His mouth curves. “I grew a beard for a winter. Nearly married a woman named Cassidy who made elk stew.”
I put my fork down. “You nearly got married?”
“It wasn’t serious, but for a while, it felt easier to stay than leave.”
That phrasing catches me.
“What changed?”
“I stopped pretending I liked who I was around her.”
“Was it a bad relationship?” I ask.
“No. She just wanted someone quieter. Said I was too intense.”
I look at him—the broad shoulders, the steady gaze, the sheer presence of him. “You? Intense?”
His eyes find mine. Something unreadable moves through them. “You’d be surprised.”
I hold his gaze a second too long. “What made you come back? Really.”
“The ocean,” he says. “It started to feel like I was running from something instead of toward it. I was old enough to know the difference.”
I think about that.
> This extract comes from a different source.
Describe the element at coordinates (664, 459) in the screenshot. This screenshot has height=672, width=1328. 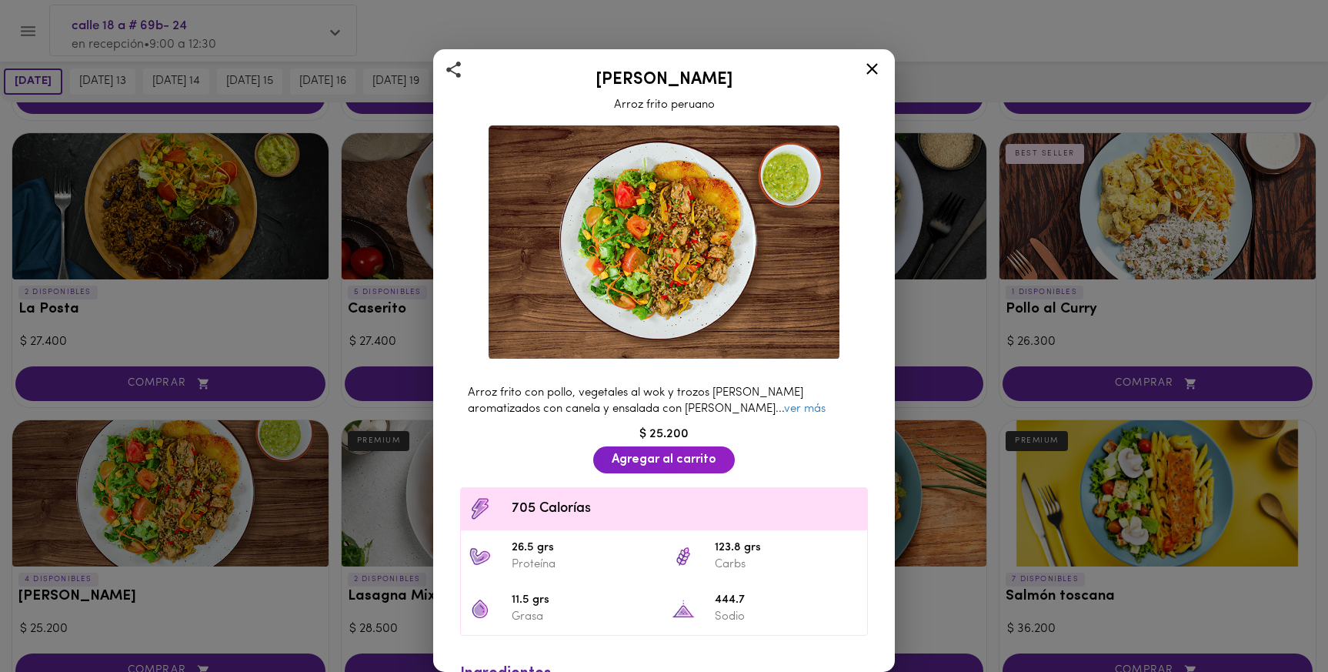
I see `span: Agregar al carrito` at that location.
I think about Betty, his grandmother. “I still miss her,” I say. “I think about her every Christmas. The cornbread, specifically.”
He laughs, the good kind. “She’d have been outraged that the cornbread is what stuck.”
We sit in the comfort of the memory. I think about how different our childhoods were. My family was messy and struggling, but we were there. Griffin only had Betty.
“Your mom looked well yesterday,” Griffin says, following my thoughts.
“She did. We finally got the medication balanced again. It takes so long to get it right, and every time something shifts, it’s like starting over. But she’s been steady lately.”
He nods, but he doesn’t push. He never has.
“She’s stronger than people give her credit for,” I say.
He looks at me over his coffee. “Takes one to know one.”
Joelle reappears with the coffee pot, refilling our cups. The newspaper is still face-down between us.
Outside, Opal Creek is fully awake. I ran away yesterday, and now I’m sitting in a booth in a town I’d never heard of, front page of the paper, eating eggs with Griffin Hayes while my whole life waits for me to come back and clean it up.
Just not quite yet.
“Griffin?”
“Hmm?”
“Thank you for yesterday. For all of it.”
He holds my gaze. “Don’t mention it.”
He means it, and that, more than anything else, is what makes my throat tight.
I pick up my coffee. Outside, the morning keeps going.
For the first time in three years, I think I might be going with it.